When Dror first gathered the data, which were validated on video calls online, the 41 dogs knew an average of 29 words for toys, and the top performer among them knew 86. From that baseline, the dogs demonstrated an “amazing” learning speed, Dror says, with owners reporting that dogs needed only five minutes or so to learn a new toy. Proving that old dogs—or at least older dogs—can learn new tricks, the canines continued to expand their vocabulary over the years. By the time the researchers were finalizing their new paper, 16 owners reported that their dogs now knew the names of more than 100 toys.

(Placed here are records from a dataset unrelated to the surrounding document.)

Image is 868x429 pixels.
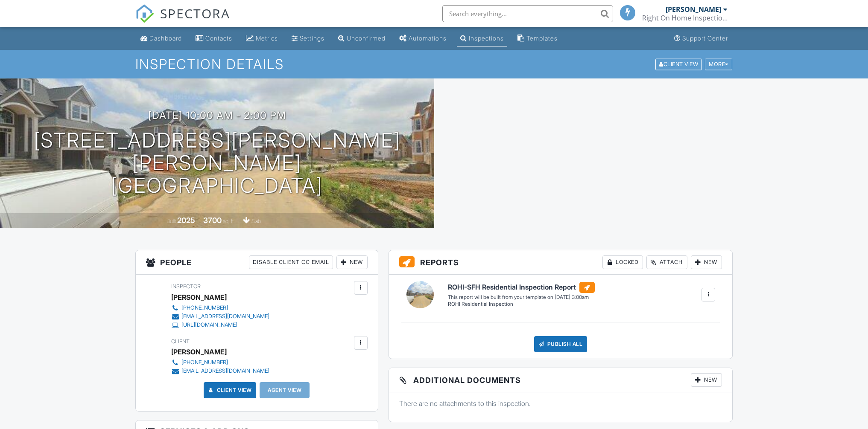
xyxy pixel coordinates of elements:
div: [PERSON_NAME] [171,346,227,359]
a: Support Center [671,31,732,47]
a: SPECTORA [135,12,230,30]
img: The Best Home Inspection Software - Spectora [135,5,154,23]
div: Support Center [682,34,728,42]
a: Unconfirmed [335,31,389,47]
a: Client View [655,61,704,67]
a: Settings [288,31,328,47]
h3: [DATE] 10:00 am - 2:00 pm [148,110,286,121]
div: Metrics [255,34,278,42]
a: Metrics [243,31,281,47]
div: [URL][DOMAIN_NAME] [182,322,237,328]
span: slab [252,218,261,224]
div: New [691,373,722,387]
a: Automations (Basic) [396,31,450,47]
div: Publish All [534,336,587,352]
div: Client View [655,58,702,70]
h3: Reports [389,251,733,275]
div: [PERSON_NAME] [666,5,721,14]
div: Inspections [469,34,504,42]
span: SPECTORA [160,5,230,22]
div: Settings [299,34,325,42]
a: Templates [514,31,561,47]
div: Contacts [206,34,232,42]
input: Search everything... [442,5,613,22]
div: Automations [409,34,447,42]
div: [EMAIL_ADDRESS][DOMAIN_NAME] [182,368,270,375]
span: Built [166,218,176,224]
div: New [691,255,722,269]
div: More [705,58,732,70]
div: [PHONE_NUMBER] [182,304,228,311]
div: [PERSON_NAME] [171,291,227,304]
h1: Inspection Details [135,57,733,72]
a: Client View [207,386,252,395]
h3: Additional Documents [389,368,733,392]
span: Inspector [171,283,201,289]
div: Dashboard [149,34,182,42]
span: Client [171,339,190,344]
div: Attach [647,255,688,269]
h6: ROHI-SFH Residential Inspection Report [448,282,595,293]
div: New [336,255,367,269]
div: 3700 [203,216,222,225]
div: ROHI Residential Inspection [448,300,595,308]
p: There are no attachments to this inspection. [399,399,722,408]
div: [EMAIL_ADDRESS][DOMAIN_NAME] [182,313,270,320]
div: Disable Client CC Email [249,255,333,269]
a: Contacts [192,31,235,47]
a: Inspections [457,31,507,47]
a: [PHONE_NUMBER] [171,304,270,312]
div: Right On Home Inspections, LLC [642,14,728,22]
span: sq. ft. [223,218,235,224]
h3: People [136,251,378,275]
div: Locked [603,255,643,269]
div: This report will be built from your template on [DATE] 3:00am [448,294,595,300]
div: [PHONE_NUMBER] [182,359,228,366]
a: [PHONE_NUMBER] [171,359,270,367]
a: Dashboard [137,31,186,47]
div: Templates [526,34,558,42]
a: [EMAIL_ADDRESS][DOMAIN_NAME] [171,312,270,320]
div: 2025 [177,216,195,225]
div: Unconfirmed [347,34,385,42]
h1: [STREET_ADDRESS][PERSON_NAME][PERSON_NAME] [GEOGRAPHIC_DATA] [14,129,420,196]
a: [URL][DOMAIN_NAME] [171,320,270,330]
a: [EMAIL_ADDRESS][DOMAIN_NAME] [171,367,270,375]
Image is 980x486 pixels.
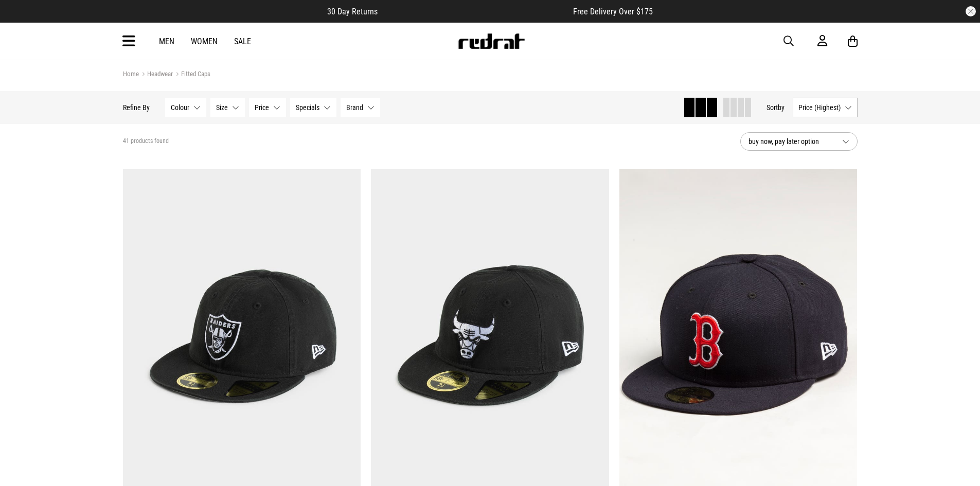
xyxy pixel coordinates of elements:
[574,7,653,16] span: Free Delivery Over $175
[171,103,189,111] span: Colour
[778,103,785,111] span: by
[216,103,228,111] span: Size
[458,34,525,49] img: Redrat logo
[123,70,139,78] a: Home
[191,37,218,46] a: Women
[173,70,211,80] a: Fitted Caps
[211,97,245,117] button: Size
[165,97,206,117] button: Colour
[398,6,552,16] iframe: Customer reviews powered by Trustpilot
[139,70,173,80] a: Headwear
[8,4,39,35] button: Open LiveChat chat widget
[123,137,169,146] span: 41 products found
[749,136,834,147] span: buy now, pay later option
[123,103,150,111] p: Refine By
[327,7,378,16] span: 30 Day Returns
[793,97,858,117] button: Price (Highest)
[767,101,785,114] button: Sortby
[741,132,858,151] button: buy now, pay later option
[255,103,269,111] span: Price
[290,97,337,117] button: Specials
[799,103,841,111] span: Price (Highest)
[296,103,320,111] span: Specials
[340,97,380,117] button: Brand
[234,37,251,46] a: Sale
[249,97,286,117] button: Price
[346,103,363,111] span: Brand
[159,37,175,46] a: Men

The new research represents “a very exciting step forward” for the field, says Heidi Lyn, a comparative psychologist at the University of South Alabama, who was not involved in the work. “Overall, I think this study is a great example of the next wave of potential for citizen science and for understanding our canine companions and their ability to understand us.”

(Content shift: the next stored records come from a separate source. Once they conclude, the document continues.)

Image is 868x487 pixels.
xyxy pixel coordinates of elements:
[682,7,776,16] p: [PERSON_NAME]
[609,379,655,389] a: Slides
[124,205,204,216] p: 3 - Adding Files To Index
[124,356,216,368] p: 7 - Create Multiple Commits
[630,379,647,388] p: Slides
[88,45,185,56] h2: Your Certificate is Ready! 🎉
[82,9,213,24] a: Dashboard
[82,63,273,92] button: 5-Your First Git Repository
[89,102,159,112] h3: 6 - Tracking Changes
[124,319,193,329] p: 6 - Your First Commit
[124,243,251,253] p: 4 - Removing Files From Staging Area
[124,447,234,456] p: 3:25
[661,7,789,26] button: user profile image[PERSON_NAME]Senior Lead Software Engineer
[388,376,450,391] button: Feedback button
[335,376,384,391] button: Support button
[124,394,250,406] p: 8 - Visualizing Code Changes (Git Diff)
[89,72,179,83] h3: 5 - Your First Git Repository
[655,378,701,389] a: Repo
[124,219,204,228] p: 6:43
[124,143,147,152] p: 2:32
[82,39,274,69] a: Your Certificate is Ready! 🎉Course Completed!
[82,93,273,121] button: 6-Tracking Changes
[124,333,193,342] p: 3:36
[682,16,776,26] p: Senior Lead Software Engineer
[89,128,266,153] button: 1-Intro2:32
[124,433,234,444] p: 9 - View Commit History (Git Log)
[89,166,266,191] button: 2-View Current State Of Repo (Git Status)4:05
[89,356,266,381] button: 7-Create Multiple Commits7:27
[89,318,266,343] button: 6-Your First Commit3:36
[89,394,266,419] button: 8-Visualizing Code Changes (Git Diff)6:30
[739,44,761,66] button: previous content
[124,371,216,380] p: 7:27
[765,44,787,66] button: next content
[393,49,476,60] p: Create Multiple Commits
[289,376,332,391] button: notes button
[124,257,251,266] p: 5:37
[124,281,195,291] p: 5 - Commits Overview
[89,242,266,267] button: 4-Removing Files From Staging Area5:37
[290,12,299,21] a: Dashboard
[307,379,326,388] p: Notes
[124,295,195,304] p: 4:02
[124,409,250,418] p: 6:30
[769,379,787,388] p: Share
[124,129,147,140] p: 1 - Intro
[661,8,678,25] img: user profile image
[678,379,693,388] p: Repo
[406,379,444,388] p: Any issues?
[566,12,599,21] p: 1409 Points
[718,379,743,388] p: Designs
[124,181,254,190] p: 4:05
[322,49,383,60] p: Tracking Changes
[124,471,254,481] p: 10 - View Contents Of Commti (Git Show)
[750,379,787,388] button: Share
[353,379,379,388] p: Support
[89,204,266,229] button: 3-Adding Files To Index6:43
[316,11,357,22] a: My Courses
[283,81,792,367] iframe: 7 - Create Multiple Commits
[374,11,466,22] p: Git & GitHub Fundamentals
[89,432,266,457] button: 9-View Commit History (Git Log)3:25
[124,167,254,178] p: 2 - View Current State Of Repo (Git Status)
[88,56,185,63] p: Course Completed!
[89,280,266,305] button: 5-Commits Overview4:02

Dror and her colleagues do not know what differentiates canine wordsmiths from average dogs. The animals in the study were very motivated to play with toys and also paid close attention when their owners spoke. But as Dror points out, these are hardly unique traits among dogs. She suspects that dogs’ early rearing environment, combined with some form of natural talent, plays a role in whether they become gifted word learners, but “we still do not know the elements that compose each of these factors and how the two interact,” she says.
Irene Pepperberg, a comparative psychologist at Boston University, who was not involved in the research, says that it’s interesting to see in the study that not all working dogs—or those bred to be herders, hunters or trackers—can become gifted word learners. Yet almost all gifted word learners are working breeds. Those include the obvious breeds such as shepherds and labs but also less obvious ones such as poodles, which were used in militaries in the 17th century through World War II, and Pomeranians, which were originally bred as watchdogs. “At least until recently, when beauty standards have evolved and probably affected the gene pool, breeds were carefully selected to learn and respond to aspects of human speech over thousands of years,” Pepperberg says.
Dror and her colleagues hope to pursue follow-up studies that delve into the factors that contribute to certain dogs’ talent for language and examine how the animals’ approach to learning is similar or different to that of human children. The team wants to expand its sample size, too, so Dror encourages owners who think their dog may be a genius to reach out. “We’re always interested in meeting new dog owners and meeting their dogs,” she says.